The ABCs of Biotech for Christians - Nineteenth in a series - R is for Regenerative Medicine
Definitions come into play as we study Regenerative Medicine (RM). Which body parts can be regenerated? Can blood? Bone? Can skin, tissues, organs?
To regenerate is to cause a thing to come to life again. It was dead or nearly so, and a treatment revitalizes it to make it whole and functioning as it originally was.
Is the term “rejuvenate” the same as “regenerate”? It was not selected by the scientific community to describe their work in this medical frontier. Perhaps RM was chosen as the opposite of degenerative, which describes many conditions and diseases.
Frontier is a good word to help us appreciate the work in the labs and clinics of doctors and researchers of RM. Like the pioneers and gold diggers of past generations who set forth to find a better life in the American west, so today this new field beckons those who want to see new horizons in healthcare and healing.
Blood
A healthy person’s blood will replace itself. That is regeneration. After donating a pint of blood, plasma is replaced within about 24 hours and the red cells in four to six weeks. But the person with leukemia (for example), a cancer that harms the body’s ability to make healthy blood cells, needs RM.
An excellent article describes conversion of leukemia cells into iPSCs (see previous post) for study of how they cause cancer. RM is also at work to try to convert skin cells into the type of stem cell (hematopoietic) that could regenerate the blood.
Bone marrow transplant with its many drawbacks is a last resort, but RM is working on a way to make it work without chemotherapy or radiotherapy. Currently, a bone marrow transplant, also called a blood stem cell transplant, can cure some cases of leukemia and some other blood or immune disorders.
Bone
The human body will regenerate a full bone within 10 years, but what if you break a bone or lose bone through osteoporosis? Can TERM (Tissue Engineering and Regenerative Medicine) help? Or, what if a disease or the process of aging destroys the cartilage in your body so that your joints have no cushioning?
This video describes the structure of bone and the below describes how RM is bringing relief to people with degenerative bone disease using stem cells derived from the patient’s own bone marrow. It’s less invasive than joint replacement.
The video was produced by a major medical clinic, but these therapies are offered by doctors locally in metro areas. However, as stated by the doctor, the procedure does not actually regenerate cartilage, though this is under study.
Japan is a leader in bone tissue RM. However, the most I have been able to determine from research on the internet is that RM is rejuvenating bone health, but so far, not regenerating tissues. This is why there is such a demand for pluripotent stem cells in medical research. More on that in the next post.
Skin
Regrowth of skin is critical for burn victims and others with severe wounds. Much progress is being made by RM for these needs. Whereas “allogenic” skin (from “skin banks” that preserve skin from corpses for use by burn victims) provided some help, today there are skin substitutes that combine a person’s own (autologous) skin with dermal scaffolds (invented coverings to provide a way for skin to heal).
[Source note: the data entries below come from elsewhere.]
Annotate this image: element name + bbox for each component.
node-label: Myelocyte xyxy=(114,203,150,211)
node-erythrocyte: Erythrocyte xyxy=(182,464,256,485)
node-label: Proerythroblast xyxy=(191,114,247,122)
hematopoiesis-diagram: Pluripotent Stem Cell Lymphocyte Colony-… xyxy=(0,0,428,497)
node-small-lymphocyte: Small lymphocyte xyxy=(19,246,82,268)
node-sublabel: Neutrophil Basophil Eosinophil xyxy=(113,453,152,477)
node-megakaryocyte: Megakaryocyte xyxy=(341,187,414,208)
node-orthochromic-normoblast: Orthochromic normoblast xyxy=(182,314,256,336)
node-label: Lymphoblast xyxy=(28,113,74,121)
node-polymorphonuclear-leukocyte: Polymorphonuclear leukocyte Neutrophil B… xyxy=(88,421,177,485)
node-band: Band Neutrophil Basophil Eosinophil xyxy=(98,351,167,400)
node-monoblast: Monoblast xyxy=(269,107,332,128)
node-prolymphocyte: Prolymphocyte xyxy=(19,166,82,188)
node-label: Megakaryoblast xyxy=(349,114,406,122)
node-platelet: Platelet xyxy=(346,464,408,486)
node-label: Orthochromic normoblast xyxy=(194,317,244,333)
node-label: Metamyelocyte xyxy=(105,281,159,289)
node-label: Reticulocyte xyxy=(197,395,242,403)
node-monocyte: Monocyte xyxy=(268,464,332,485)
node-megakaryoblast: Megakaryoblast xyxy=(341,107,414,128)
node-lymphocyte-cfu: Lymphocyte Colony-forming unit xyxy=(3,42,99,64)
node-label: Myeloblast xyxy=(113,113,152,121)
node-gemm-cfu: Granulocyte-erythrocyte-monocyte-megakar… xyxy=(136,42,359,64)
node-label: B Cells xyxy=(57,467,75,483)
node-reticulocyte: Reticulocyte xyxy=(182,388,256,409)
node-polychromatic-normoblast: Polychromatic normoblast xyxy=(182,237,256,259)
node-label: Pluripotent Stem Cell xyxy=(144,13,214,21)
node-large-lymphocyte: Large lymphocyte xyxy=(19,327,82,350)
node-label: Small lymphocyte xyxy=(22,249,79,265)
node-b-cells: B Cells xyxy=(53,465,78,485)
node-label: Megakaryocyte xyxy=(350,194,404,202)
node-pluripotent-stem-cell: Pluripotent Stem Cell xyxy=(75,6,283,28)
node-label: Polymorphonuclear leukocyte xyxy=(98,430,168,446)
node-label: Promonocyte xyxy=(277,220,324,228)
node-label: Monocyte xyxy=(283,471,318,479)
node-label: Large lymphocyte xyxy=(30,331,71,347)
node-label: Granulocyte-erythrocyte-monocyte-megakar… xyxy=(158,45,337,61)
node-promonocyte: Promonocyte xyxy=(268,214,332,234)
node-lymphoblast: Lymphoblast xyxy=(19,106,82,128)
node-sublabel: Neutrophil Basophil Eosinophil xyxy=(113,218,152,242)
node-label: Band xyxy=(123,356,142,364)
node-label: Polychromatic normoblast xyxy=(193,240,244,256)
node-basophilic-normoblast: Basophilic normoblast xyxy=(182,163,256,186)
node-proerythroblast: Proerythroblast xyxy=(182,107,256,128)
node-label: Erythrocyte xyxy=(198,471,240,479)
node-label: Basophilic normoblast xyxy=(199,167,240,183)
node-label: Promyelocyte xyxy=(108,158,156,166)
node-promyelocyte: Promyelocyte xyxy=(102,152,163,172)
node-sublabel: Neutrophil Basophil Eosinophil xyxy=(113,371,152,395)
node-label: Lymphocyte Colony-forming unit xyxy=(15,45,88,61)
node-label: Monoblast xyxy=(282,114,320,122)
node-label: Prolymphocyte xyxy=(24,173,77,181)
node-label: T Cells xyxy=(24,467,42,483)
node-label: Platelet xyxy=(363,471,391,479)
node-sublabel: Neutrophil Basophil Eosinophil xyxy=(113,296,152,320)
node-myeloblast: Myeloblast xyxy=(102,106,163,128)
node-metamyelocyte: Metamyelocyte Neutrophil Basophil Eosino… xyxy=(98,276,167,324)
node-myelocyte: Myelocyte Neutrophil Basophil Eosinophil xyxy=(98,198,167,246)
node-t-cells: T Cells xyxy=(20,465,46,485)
These have been proven to close wounds in burns over more than 90% of total body surface, but they do not repair vascular and lymphatic networks, hair follicles, and other aspects that skin normally has. Use of stem cells to engineer such improvements is underway… “skin substitutes constructed from a combination of stem cells and biomaterials remain a promising solution for the future”. An example of a clinical trial is here.
Tissues and Organs
For these, wonderful but not dramatic progress has been made in RM. This excerpt describes the state of the art:
Currently, tissue engineering plays a relatively small role in patient treatment. Supplemental bladders, small arteries, skin grafts, cartilage, and even a full trachea have been implanted in patients, but the procedures are still experimental and very costly. While more complex organ tissues like heart, lung, and liver tissue have been successfully recreated in the lab, they are a long way from being fully reproducible and ready to implant into a patient. These tissues, however, can be quite useful in research, especially in drug development. Using functioning human tissue to help screen medication candidates could speed up development and provide key tools for facilitating personalized medicine while saving money and reducing the number of animals used for research.
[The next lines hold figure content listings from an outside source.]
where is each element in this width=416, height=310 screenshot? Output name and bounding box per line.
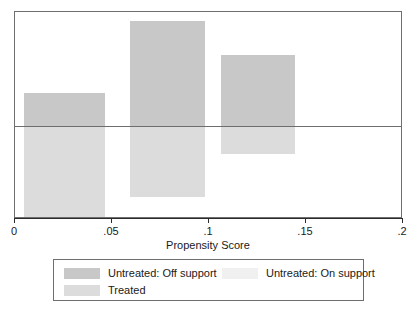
histogram-bar bbox=[24, 127, 105, 218]
legend-label-untreated-off-support: Untreated: Off support bbox=[108, 267, 217, 280]
histogram-bar bbox=[130, 21, 205, 126]
propensity-score-histogram: 0.05.1.15.2 Propensity Score Untreated: … bbox=[0, 0, 416, 310]
histogram-bar bbox=[221, 55, 296, 126]
histogram-bar bbox=[221, 127, 296, 154]
legend-entry-untreated-on-support: Untreated: On support bbox=[222, 267, 375, 280]
legend-swatch-icon-treated bbox=[64, 285, 100, 296]
x-axis-tick bbox=[14, 218, 15, 223]
x-axis-tick bbox=[208, 218, 209, 223]
plot-area bbox=[15, 12, 401, 217]
x-axis-tick-label: .15 bbox=[297, 225, 312, 238]
plot-frame bbox=[14, 11, 402, 218]
x-axis-tick bbox=[402, 218, 403, 223]
x-axis-tick bbox=[305, 218, 306, 223]
x-axis-tick bbox=[111, 218, 112, 223]
zero-baseline bbox=[15, 126, 401, 127]
legend-entry-treated: Treated bbox=[64, 284, 146, 297]
legend-swatch-icon-untreated-on-support bbox=[222, 268, 258, 279]
histogram-bar bbox=[130, 127, 205, 197]
x-axis-tick-label: .1 bbox=[203, 225, 212, 238]
legend-swatch-icon-untreated-off-support bbox=[64, 268, 100, 279]
legend: Untreated: Off support Untreated: On sup… bbox=[53, 259, 364, 301]
legend-label-treated: Treated bbox=[108, 284, 146, 297]
x-axis-tick-label: 0 bbox=[11, 225, 17, 238]
legend-entry-untreated-off-support: Untreated: Off support bbox=[64, 267, 217, 280]
x-axis-tick-label: .05 bbox=[103, 225, 118, 238]
x-axis-tick-label: .2 bbox=[397, 225, 406, 238]
legend-label-untreated-on-support: Untreated: On support bbox=[266, 267, 375, 280]
histogram-bar bbox=[24, 93, 105, 126]
x-axis-title: Propensity Score bbox=[0, 239, 416, 252]
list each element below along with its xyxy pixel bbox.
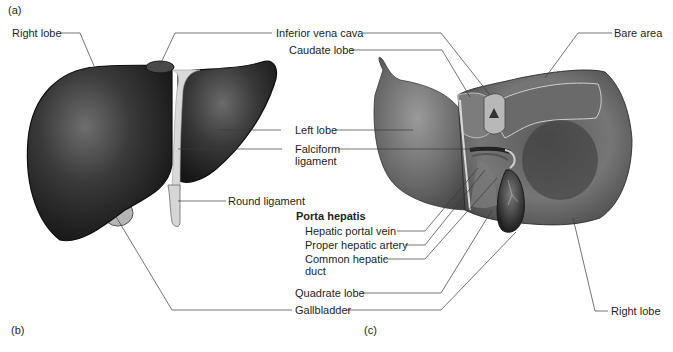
- ivc-anterior: [146, 61, 174, 73]
- label-common-hepatic-duct-line2: duct: [305, 265, 326, 277]
- round-ligament-anterior: [168, 185, 180, 227]
- label-left-lobe: Left lobe: [295, 124, 337, 136]
- label-porta-hepatis: Porta hepatis: [296, 210, 366, 222]
- left-lobe-posterior: [374, 57, 470, 210]
- panel-label-b: (b): [11, 324, 24, 336]
- label-caudate-lobe: Caudate lobe: [289, 44, 354, 56]
- label-gallbladder: Gallbladder: [295, 304, 351, 316]
- right-lobe-anterior: [27, 65, 172, 241]
- label-right-lobe-anterior: Right lobe: [12, 27, 62, 39]
- posterior-liver-drawing: [374, 57, 632, 232]
- renal-impression: [522, 120, 598, 200]
- label-falciform-ligament-line1: Falciform: [295, 143, 340, 155]
- label-hepatic-portal-vein: Hepatic portal vein: [305, 225, 396, 237]
- label-right-lobe-posterior: Right lobe: [611, 305, 661, 317]
- left-lobe-anterior: [178, 61, 277, 182]
- label-quadrate-lobe: Quadrate lobe: [295, 287, 365, 299]
- panel-label-c: (c): [364, 324, 377, 336]
- label-proper-hepatic-artery: Proper hepatic artery: [305, 239, 408, 251]
- label-common-hepatic-duct-line1: Common hepatic: [305, 253, 388, 265]
- anterior-liver-drawing: [27, 61, 276, 241]
- label-inferior-vena-cava: Inferior vena cava: [276, 27, 363, 39]
- panel-label-a: (a): [8, 4, 21, 16]
- liver-anatomy-figure: (a) (b) (c) Right lobe Round ligament In…: [0, 0, 673, 352]
- label-falciform-ligament-line2: ligament: [295, 155, 337, 167]
- label-round-ligament: Round ligament: [228, 195, 305, 207]
- label-bare-area: Bare area: [614, 27, 662, 39]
This same article goes on to describe how regenerating a new kidney from a patient’s own cells may not be far off based on successful experimentation on rats that used a donor organ to scaffold growth of new tissue that was able to perform like a kidney. The next step would be to try this procedure in humans.
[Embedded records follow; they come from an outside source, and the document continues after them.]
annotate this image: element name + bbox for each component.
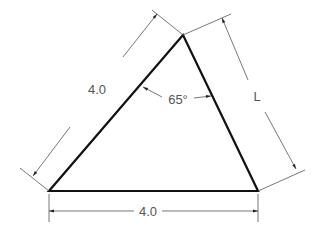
left-dimension	[20, 10, 183, 191]
triangle-shape	[49, 35, 258, 191]
right-side-label: L	[253, 89, 260, 104]
apex-angle-label: 65°	[168, 92, 188, 107]
right-dimension	[183, 14, 305, 191]
bottom-side-label: 4.0	[139, 204, 157, 219]
triangle-diagram: 4.0 L 4.0 65°	[0, 0, 322, 232]
left-side-label: 4.0	[88, 82, 106, 97]
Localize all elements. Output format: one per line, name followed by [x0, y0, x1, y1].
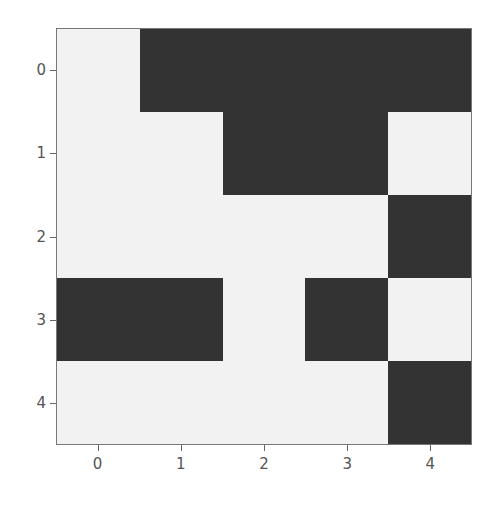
y-tick-label: 1 [30, 145, 46, 161]
heatmap-cell [388, 361, 471, 444]
heatmap-cell [57, 278, 140, 361]
heatmap-plot-area [56, 28, 472, 445]
heatmap-cell [140, 361, 223, 444]
heatmap-cell [57, 29, 140, 112]
heatmap-cell [57, 112, 140, 195]
y-tick [50, 70, 56, 71]
heatmap-cell [223, 361, 306, 444]
y-tick-label: 4 [30, 395, 46, 411]
y-tick [50, 153, 56, 154]
heatmap-cell [223, 29, 306, 112]
x-tick [347, 445, 348, 451]
heatmap-cell [305, 361, 388, 444]
y-tick-label: 2 [30, 229, 46, 245]
y-tick-label: 0 [30, 62, 46, 78]
y-tick [50, 237, 56, 238]
heatmap-cell [140, 112, 223, 195]
x-tick-label: 2 [254, 456, 274, 472]
heatmap-cell [140, 29, 223, 112]
x-tick-label: 0 [88, 456, 108, 472]
x-tick-label: 3 [337, 456, 357, 472]
x-tick [98, 445, 99, 451]
heatmap-cell [223, 278, 306, 361]
y-tick [50, 403, 56, 404]
heatmap-cell [140, 278, 223, 361]
y-tick-label: 3 [30, 312, 46, 328]
heatmap-cell [305, 278, 388, 361]
heatmap-cell [305, 112, 388, 195]
x-tick-label: 4 [420, 456, 440, 472]
heatmap-cell [388, 112, 471, 195]
x-tick [430, 445, 431, 451]
heatmap-cell [57, 361, 140, 444]
heatmap-cell [388, 29, 471, 112]
heatmap-cell [223, 195, 306, 278]
x-tick-label: 1 [171, 456, 191, 472]
x-tick [264, 445, 265, 451]
heatmap-cell [305, 195, 388, 278]
heatmap-cell [388, 195, 471, 278]
heatmap-cell [223, 112, 306, 195]
heatmap-cell [388, 278, 471, 361]
heatmap-cell [305, 29, 388, 112]
heatmap-cell [140, 195, 223, 278]
x-tick [181, 445, 182, 451]
heatmap-cell [57, 195, 140, 278]
y-tick [50, 320, 56, 321]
Taking a procedue from a lab dish to an animal and then to a human is known as translational medicine. Step by step, processes are developed with the ultimate goal of improving the health of humans.
Did you know that scientific researchers believe the major obstacle to their progress comes from the religious community?
People like me are not opposed to progress and I applaud researchers who sincerely desire to better the human condition through improving our health prospects. But using body parts from people who are not yet dead, or from aborted fetuses, with the insistence that —they were already dead anyway, so what difference does it make— is not a Christian concept.